What MCA Debt Restructuring Means
Restructuring means modifying existing MCA terms to make them sustainable. This can involve reducing daily payment amounts, extending the repayment timeline, reducing the total payback, converting daily payments to weekly or monthly, or combining multiple obligations into a single modified agreement.
When Restructuring Makes Sense
Restructuring is appropriate when your business is viable but current payment terms are unsustainable. The business generates enough revenue to support some MCA payments, just not at the current rate. If it cannot support any payments, settlement or bankruptcy may be more appropriate.
How to Approach Restructuring
- Assess actual capacity. Determine exactly how much you can afford in daily or weekly payments while maintaining all essential obligations.
- Document the need. Prepare bank statements, profit and loss statements, and cash flow projections showing why current terms are unsustainable.
- Engage an attorney. Restructuring negotiations are more effective with legal representation because the funder knows the alternative may be default or bankruptcy.
- Propose specific terms. Do not just ask for lower payments. Propose a specific restructured amount, schedule, and duration based on your financial analysis.
- Get everything in writing. Restructured terms must be in a formal modification agreement signed by both parties.
What Funders Will Accept
Funders generally consider reducing daily payments by 20 to 50 percent with extended terms. They may waive late fees as goodwill. They rarely reduce the total payback through restructuring alone since that is settlement territory. And they will not extend repayment beyond 12 to 18 months from original funding.
The Legal Leverage
Your strongest tool is the implicit threat of alternatives worse for the funder. If your attorney identifies recharacterization defenses, fraud claims, or unconscionability arguments, the funder’s incentive to restructure increases because litigation could produce a much worse outcome for them than modified payment terms.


Wherever an image appears in the data, omit it and copy all the remaining text word for word.

**TASK MATERIAL**
BEGIN

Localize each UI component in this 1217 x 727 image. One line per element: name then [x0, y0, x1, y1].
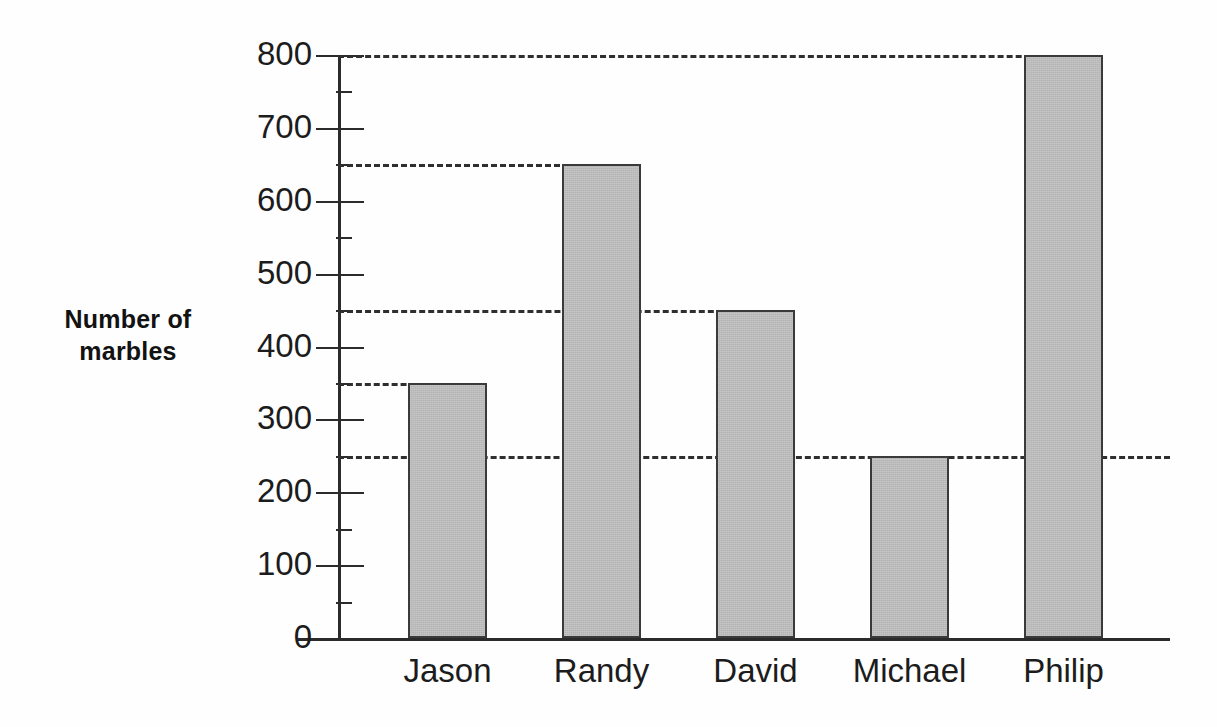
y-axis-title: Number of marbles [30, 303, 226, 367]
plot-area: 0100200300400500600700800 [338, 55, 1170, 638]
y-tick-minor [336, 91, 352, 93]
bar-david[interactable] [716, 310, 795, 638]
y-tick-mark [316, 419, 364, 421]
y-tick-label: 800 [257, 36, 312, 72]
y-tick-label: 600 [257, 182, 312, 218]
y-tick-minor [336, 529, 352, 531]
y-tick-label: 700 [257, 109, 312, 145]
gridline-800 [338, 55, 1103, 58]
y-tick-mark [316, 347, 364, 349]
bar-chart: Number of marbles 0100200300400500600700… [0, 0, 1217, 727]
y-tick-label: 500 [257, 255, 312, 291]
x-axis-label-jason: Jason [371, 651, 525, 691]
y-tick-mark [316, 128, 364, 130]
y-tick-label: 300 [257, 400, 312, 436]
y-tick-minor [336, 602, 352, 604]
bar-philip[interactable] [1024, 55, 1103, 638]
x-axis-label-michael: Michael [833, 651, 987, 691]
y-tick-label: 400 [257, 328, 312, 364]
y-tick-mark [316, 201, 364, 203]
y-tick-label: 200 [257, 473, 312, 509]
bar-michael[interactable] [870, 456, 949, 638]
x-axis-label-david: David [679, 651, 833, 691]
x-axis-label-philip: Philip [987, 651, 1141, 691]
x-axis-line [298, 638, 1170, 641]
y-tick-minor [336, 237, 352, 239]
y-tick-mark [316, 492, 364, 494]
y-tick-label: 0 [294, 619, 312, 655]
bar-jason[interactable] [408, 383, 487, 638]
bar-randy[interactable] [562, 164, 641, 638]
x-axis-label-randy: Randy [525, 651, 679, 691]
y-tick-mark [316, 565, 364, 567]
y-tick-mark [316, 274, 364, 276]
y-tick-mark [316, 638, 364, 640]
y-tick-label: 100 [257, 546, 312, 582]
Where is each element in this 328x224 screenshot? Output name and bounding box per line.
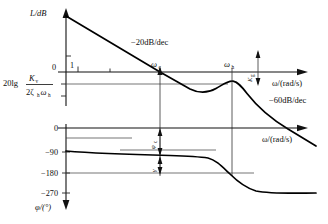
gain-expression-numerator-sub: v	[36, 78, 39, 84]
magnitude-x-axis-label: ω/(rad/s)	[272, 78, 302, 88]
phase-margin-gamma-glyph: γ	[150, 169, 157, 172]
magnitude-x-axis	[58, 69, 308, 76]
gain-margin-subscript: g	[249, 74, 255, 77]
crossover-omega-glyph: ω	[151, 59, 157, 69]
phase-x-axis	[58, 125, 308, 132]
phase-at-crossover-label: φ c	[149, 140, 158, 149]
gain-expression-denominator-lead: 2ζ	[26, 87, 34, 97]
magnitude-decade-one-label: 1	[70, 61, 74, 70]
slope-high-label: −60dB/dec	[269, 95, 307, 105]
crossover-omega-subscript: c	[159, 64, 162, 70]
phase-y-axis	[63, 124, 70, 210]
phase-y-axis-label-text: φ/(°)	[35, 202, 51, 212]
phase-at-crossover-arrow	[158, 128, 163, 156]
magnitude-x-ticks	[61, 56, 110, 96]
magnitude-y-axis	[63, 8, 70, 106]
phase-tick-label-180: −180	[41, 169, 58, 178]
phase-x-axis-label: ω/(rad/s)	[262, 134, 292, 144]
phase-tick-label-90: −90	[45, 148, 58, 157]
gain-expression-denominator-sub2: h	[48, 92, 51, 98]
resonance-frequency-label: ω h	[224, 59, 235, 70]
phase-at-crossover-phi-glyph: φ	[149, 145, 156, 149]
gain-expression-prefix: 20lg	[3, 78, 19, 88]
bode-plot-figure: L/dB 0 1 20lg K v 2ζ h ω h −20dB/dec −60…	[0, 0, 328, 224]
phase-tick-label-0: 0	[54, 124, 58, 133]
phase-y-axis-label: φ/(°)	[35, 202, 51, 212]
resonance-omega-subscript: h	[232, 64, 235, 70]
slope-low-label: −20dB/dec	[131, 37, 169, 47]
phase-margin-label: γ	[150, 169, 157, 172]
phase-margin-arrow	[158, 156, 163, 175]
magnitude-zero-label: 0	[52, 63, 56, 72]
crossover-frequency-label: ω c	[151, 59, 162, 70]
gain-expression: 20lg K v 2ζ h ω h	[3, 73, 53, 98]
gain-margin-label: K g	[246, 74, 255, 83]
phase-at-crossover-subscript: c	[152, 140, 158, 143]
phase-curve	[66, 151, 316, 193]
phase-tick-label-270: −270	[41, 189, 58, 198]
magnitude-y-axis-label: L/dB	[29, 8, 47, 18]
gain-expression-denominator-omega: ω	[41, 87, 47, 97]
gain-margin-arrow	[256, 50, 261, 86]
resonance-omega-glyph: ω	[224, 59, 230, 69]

END

**RESPONSE TO THE TASK**
Localize each UI component in this 1217 x 727 image. One line per element: name then [x0, y0, x1, y1].
y-axis-title: Number of marbles [30, 303, 226, 367]
plot-area: 0100200300400500600700800 [338, 55, 1170, 638]
y-tick-minor [336, 91, 352, 93]
bar-david[interactable] [716, 310, 795, 638]
y-tick-mark [316, 419, 364, 421]
y-tick-label: 800 [257, 36, 312, 72]
y-tick-label: 600 [257, 182, 312, 218]
y-tick-minor [336, 529, 352, 531]
y-tick-label: 700 [257, 109, 312, 145]
gridline-800 [338, 55, 1103, 58]
y-tick-mark [316, 347, 364, 349]
bar-chart: Number of marbles 0100200300400500600700… [0, 0, 1217, 727]
y-tick-label: 500 [257, 255, 312, 291]
x-axis-label-jason: Jason [371, 651, 525, 691]
y-tick-mark [316, 128, 364, 130]
y-tick-label: 300 [257, 400, 312, 436]
y-tick-minor [336, 602, 352, 604]
bar-philip[interactable] [1024, 55, 1103, 638]
x-axis-label-michael: Michael [833, 651, 987, 691]
y-tick-label: 400 [257, 328, 312, 364]
y-tick-mark [316, 201, 364, 203]
y-tick-label: 200 [257, 473, 312, 509]
bar-michael[interactable] [870, 456, 949, 638]
x-axis-label-david: David [679, 651, 833, 691]
x-axis-label-philip: Philip [987, 651, 1141, 691]
x-axis-line [298, 638, 1170, 641]
y-tick-minor [336, 237, 352, 239]
y-tick-mark [316, 492, 364, 494]
y-tick-label: 0 [294, 619, 312, 655]
bar-jason[interactable] [408, 383, 487, 638]
bar-randy[interactable] [562, 164, 641, 638]
x-axis-label-randy: Randy [525, 651, 679, 691]
y-tick-mark [316, 565, 364, 567]
y-tick-mark [316, 274, 364, 276]
y-tick-mark [316, 638, 364, 640]
y-tick-label: 100 [257, 546, 312, 582]
Where is each element in this 328x224 screenshot? Output name and bounding box per line.
gain-expression-numerator-sub: v	[36, 78, 39, 84]
magnitude-x-axis-label: ω/(rad/s)	[272, 78, 302, 88]
phase-margin-gamma-glyph: γ	[150, 169, 157, 172]
magnitude-x-axis	[58, 69, 308, 76]
gain-margin-subscript: g	[249, 74, 255, 77]
crossover-omega-glyph: ω	[151, 59, 157, 69]
phase-x-axis	[58, 125, 308, 132]
phase-at-crossover-label: φ c	[149, 140, 158, 149]
gain-expression-denominator-lead: 2ζ	[26, 87, 34, 97]
magnitude-decade-one-label: 1	[70, 61, 74, 70]
slope-high-label: −60dB/dec	[269, 95, 307, 105]
crossover-omega-subscript: c	[159, 64, 162, 70]
phase-y-axis	[63, 124, 70, 210]
phase-y-axis-label-text: φ/(°)	[35, 202, 51, 212]
phase-at-crossover-arrow	[158, 128, 163, 156]
magnitude-x-ticks	[61, 56, 110, 96]
magnitude-y-axis	[63, 8, 70, 106]
phase-tick-label-180: −180	[41, 169, 58, 178]
phase-x-axis-label: ω/(rad/s)	[262, 134, 292, 144]
phase-tick-label-90: −90	[45, 148, 58, 157]
gain-expression-denominator-sub2: h	[48, 92, 51, 98]
resonance-frequency-label: ω h	[224, 59, 235, 70]
phase-at-crossover-phi-glyph: φ	[149, 145, 156, 149]
gain-expression-prefix: 20lg	[3, 78, 19, 88]
bode-plot-figure: L/dB 0 1 20lg K v 2ζ h ω h −20dB/dec −60…	[0, 0, 328, 224]
phase-tick-label-0: 0	[54, 124, 58, 133]
phase-y-axis-label: φ/(°)	[35, 202, 51, 212]
resonance-omega-subscript: h	[232, 64, 235, 70]
slope-low-label: −20dB/dec	[131, 37, 169, 47]
phase-margin-label: γ	[150, 169, 157, 172]
phase-margin-arrow	[158, 156, 163, 175]
magnitude-zero-label: 0	[52, 63, 56, 72]
crossover-frequency-label: ω c	[151, 59, 162, 70]
gain-expression: 20lg K v 2ζ h ω h	[3, 73, 53, 98]
gain-margin-label: K g	[246, 74, 255, 83]
phase-at-crossover-subscript: c	[152, 140, 158, 143]
phase-curve	[66, 151, 316, 193]
phase-tick-label-270: −270	[41, 189, 58, 198]
magnitude-y-axis-label: L/dB	[29, 8, 47, 18]
gain-expression-denominator-omega: ω	[41, 87, 47, 97]
gain-margin-arrow	[256, 50, 261, 86]
resonance-omega-glyph: ω	[224, 59, 230, 69]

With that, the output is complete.